- [DATA FOR PROCESSING]:
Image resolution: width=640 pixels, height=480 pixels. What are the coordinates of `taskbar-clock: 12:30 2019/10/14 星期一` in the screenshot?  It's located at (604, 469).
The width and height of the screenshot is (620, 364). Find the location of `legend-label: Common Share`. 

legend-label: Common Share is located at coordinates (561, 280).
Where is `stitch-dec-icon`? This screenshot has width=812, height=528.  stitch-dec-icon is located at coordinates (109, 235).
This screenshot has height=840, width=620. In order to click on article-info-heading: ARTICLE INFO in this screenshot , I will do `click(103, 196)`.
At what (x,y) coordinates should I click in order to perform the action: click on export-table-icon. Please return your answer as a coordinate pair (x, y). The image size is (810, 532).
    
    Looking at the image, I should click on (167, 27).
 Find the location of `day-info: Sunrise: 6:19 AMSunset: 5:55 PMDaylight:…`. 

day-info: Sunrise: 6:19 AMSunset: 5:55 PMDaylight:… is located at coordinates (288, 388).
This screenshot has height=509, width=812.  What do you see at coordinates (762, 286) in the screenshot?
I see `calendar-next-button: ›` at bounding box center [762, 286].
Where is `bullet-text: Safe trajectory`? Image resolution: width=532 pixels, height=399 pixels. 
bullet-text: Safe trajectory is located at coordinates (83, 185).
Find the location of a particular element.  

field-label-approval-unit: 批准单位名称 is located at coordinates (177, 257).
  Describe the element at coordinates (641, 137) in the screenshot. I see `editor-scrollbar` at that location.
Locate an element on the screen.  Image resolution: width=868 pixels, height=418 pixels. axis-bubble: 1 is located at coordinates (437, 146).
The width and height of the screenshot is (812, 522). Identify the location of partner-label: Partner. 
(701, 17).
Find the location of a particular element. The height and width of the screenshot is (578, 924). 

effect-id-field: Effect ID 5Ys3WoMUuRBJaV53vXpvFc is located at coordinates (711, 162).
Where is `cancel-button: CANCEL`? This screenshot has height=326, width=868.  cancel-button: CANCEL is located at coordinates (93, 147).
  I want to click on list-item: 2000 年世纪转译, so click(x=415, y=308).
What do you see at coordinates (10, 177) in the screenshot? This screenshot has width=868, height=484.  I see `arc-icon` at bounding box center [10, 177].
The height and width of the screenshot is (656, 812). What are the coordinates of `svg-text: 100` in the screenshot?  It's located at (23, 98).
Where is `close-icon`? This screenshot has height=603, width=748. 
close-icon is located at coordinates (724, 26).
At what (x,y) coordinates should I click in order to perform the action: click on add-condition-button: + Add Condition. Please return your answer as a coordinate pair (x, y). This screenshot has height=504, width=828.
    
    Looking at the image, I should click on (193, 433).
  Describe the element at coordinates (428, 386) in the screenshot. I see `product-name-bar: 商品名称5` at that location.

- [PROBLEM TO SOLVE]: Set the whole listing down again, unchanged.

- [SOLUTION FOR THIS EXERCISE]:
Image resolution: width=640 pixels, height=480 pixels. What are the coordinates of `taskbar-clock: 12:30 2019/10/14 星期一` in the screenshot?  It's located at (604, 469).
The width and height of the screenshot is (620, 364). Find the location of `legend-label: Common Share`. 

legend-label: Common Share is located at coordinates (561, 280).
Where is `stitch-dec-icon`? This screenshot has width=812, height=528.  stitch-dec-icon is located at coordinates (109, 235).
This screenshot has height=840, width=620. In order to click on article-info-heading: ARTICLE INFO in this screenshot , I will do `click(103, 196)`.
At what (x,y) coordinates should I click in order to perform the action: click on export-table-icon. Please return your answer as a coordinate pair (x, y). The image size is (810, 532).
    
    Looking at the image, I should click on (167, 27).
 Find the location of `day-info: Sunrise: 6:19 AMSunset: 5:55 PMDaylight:…`. 

day-info: Sunrise: 6:19 AMSunset: 5:55 PMDaylight:… is located at coordinates (288, 388).
This screenshot has height=509, width=812.  What do you see at coordinates (762, 286) in the screenshot?
I see `calendar-next-button: ›` at bounding box center [762, 286].
Where is `bullet-text: Safe trajectory`? Image resolution: width=532 pixels, height=399 pixels. 
bullet-text: Safe trajectory is located at coordinates (83, 185).
Find the location of a particular element.  

field-label-approval-unit: 批准单位名称 is located at coordinates (177, 257).
  Describe the element at coordinates (641, 137) in the screenshot. I see `editor-scrollbar` at that location.
Locate an element on the screen.  Image resolution: width=868 pixels, height=418 pixels. axis-bubble: 1 is located at coordinates (437, 146).
The width and height of the screenshot is (812, 522). Identify the location of partner-label: Partner. 
(701, 17).
Find the location of a particular element. The height and width of the screenshot is (578, 924). 

effect-id-field: Effect ID 5Ys3WoMUuRBJaV53vXpvFc is located at coordinates (711, 162).
Where is `cancel-button: CANCEL`? This screenshot has height=326, width=868.  cancel-button: CANCEL is located at coordinates (93, 147).
  I want to click on list-item: 2000 年世纪转译, so click(x=415, y=308).
What do you see at coordinates (10, 177) in the screenshot? This screenshot has width=868, height=484.  I see `arc-icon` at bounding box center [10, 177].
The height and width of the screenshot is (656, 812). What are the coordinates of `svg-text: 100` in the screenshot?  It's located at (23, 98).
Where is `close-icon`? This screenshot has height=603, width=748. 
close-icon is located at coordinates (724, 26).
At what (x,y) coordinates should I click in order to perform the action: click on add-condition-button: + Add Condition. Please return your answer as a coordinate pair (x, y). This screenshot has height=504, width=828.
    
    Looking at the image, I should click on (193, 433).
  Describe the element at coordinates (428, 386) in the screenshot. I see `product-name-bar: 商品名称5` at that location.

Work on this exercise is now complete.